White Cube

Andreas Golder

16 Jan - 21 Feb 2009

© Andreas Golder
Bauchladen, 2008
Oil and lacquer on cotton
78 3/4 x 70 7/8 in. (200 x 180 cm)
Photo: Stephen White
ANDREAS GOLDER
"Surgite mortui venite ad Judicium"

16 Jan—21 Feb 2009
Inside the White Cube

White Cube Hoxton Square is pleased to present the work of Berlin-based artist Andreas Golder in his first exhibition at the gallery. Golder’s paintings and sculpture oscillate between figurative forms and broadly worked abstract passages in both naturalistic and expressive idioms.
Golder introduces a variety of pictorial styles and techniques, adds allusions to a range of culture sources, from the paintings of Hieronymous Bosch, Lovis Corinth and Philip Guston to the zombie movies of George A Romero, and allows all of these elements to collide in a single painting. Working within the memento mori tradition in western culture, the works’ dark vision confronts the transience of life and the inevitability of death through a contemporary reworking of the grotesque.
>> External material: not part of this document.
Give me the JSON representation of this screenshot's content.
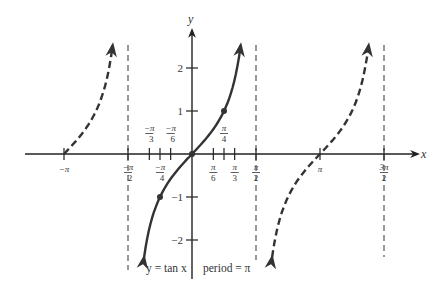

In Zeitgeist, a skeletal figure genuflects as if at the base of the Crucifixion, while the backdrop of glaring light bulbs suggests a modern-day setting. Likewise, in Economy, the traditional composition of the Last Supper is reworked as a monstrous feast in a backdrop that brings to mind a nightclub. But even in this picture the narrative element is overwhelmed by the physicality of the medium: the realistic rendering of elements of the figures – the skulls, eyeballs and tongues – is besmirched by splashes and smears of oil paint cast across the scene. Golder has described his work as occupying an ‘area between the realistic and the abstract, the physical and the metaphysical; my paintings are another way of telling a story or a view of the world’. The Last Guest is the first in a series of new sculptures, which Golder considers a three-dimensional rendering of the paintings’ gruesome tableaux. A misshapen skeletal figure, lying in a pathetic heap on the gallery floor, looks up pleadingly as if to implore the viewer not to banish him from the scene.
Andreas Golder was born in Ekaterinburg, Russia in 1979, and lives and works in Berlin, Germany. Recent exhibitions include ‘It has my name of it’ solo exhibition at ARKEN Museum of Modern Art, Copenhagen, Denmark (2007), PAINT-O-RAMA (group show) at the Stadtgalerie Kiel, Germany (2006) and Liverpool Biennial Independents 2004.